When garden-grown produce peaks, it’s hard to improve on the product. Our weekly CSA box is no exception. As much as I enjoy cooking with tomatoes, I can’t imagine eating these ripe red slicers any way but raw.
A little piece of Spring Valley, Minnesota, crowds my kitchen counter. Norm-the-Grower, our CSA farmer, delivered gorgeous tomatoes. While the Midwestern drought boxed the heck out Norm’s sweet corn crop, his tomatoes are perfect. So much so, that we declared our annual corn-and-tomato meal.

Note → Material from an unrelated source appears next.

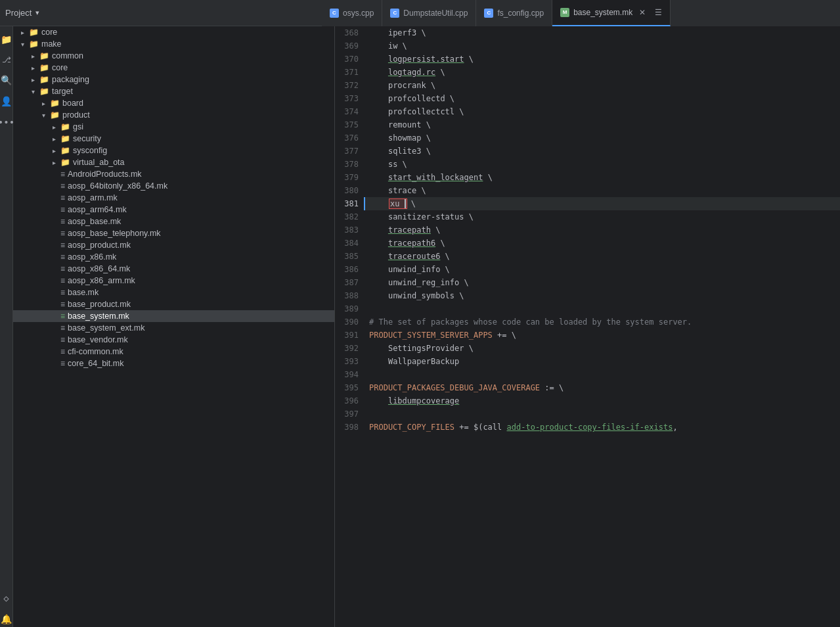 Image resolution: width=840 pixels, height=627 pixels. What do you see at coordinates (351, 59) in the screenshot?
I see `line-number: 370` at bounding box center [351, 59].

My spouse and I started this tradition –well, fell into it- through a combination of excess fresh tomatoes from our first garden, a dozen ears of corn from the farmers market, and no children complicating the food preparation picture. We didn’t want to waste the corn and we had tomatoes coming out of our ears. Thus, the corn-and-tomato meal was born. Kids are now included.

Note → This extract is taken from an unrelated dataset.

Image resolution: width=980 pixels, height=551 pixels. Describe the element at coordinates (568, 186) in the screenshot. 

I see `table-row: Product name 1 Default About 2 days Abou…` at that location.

When it comes to sweet corn, I am spoiled. Growing up on the farm, we planted a row of sweet corn on the edge of our closet corn field. Sweet corn spent less than an hour between picking and the dinner plate. Crop science has, since my youth, substantially slowed sweet corn’s sugar-to-starch conversion time so that just-picked succulence can last for a good week or more. But, I’m still a slave to my fresh corn orthodoxy.
I used to slather my corn in butter after boiling. Now, at best, I briefly nose the salt shaker over the cob after grilling it, wrapped in aluminum foil. Less is best. The same goes with tomatoes. After slicing and arranging on a plate, I drizzle a small amount of good quality olive oil over the tomatoes and then add a few grinds of fresh pepper with several torn apart basil leaves. That’s it. Nothing more complicated is required.

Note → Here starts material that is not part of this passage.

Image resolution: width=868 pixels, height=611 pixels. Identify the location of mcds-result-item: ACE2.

If I have leftovers, I’ll throw together a salsa for the next day. I combine the cooked corn, sliced from the cob with the remaining chopped and drained tomatoes with cooked black beans, a diced white onion, a diced jalapeno pepper, a handful of chopped cilantro and a squeeze of fresh lime juice. Serve with tortilla chips from St Paul’s El Burrito Mercado and today’s leftovers become tomorrow’s food. Waste nothing.
Minnesota’s peak fresh corn and tomatoes moment will quickly pass. Don’t miss the opportunity to eat simply and bountifully.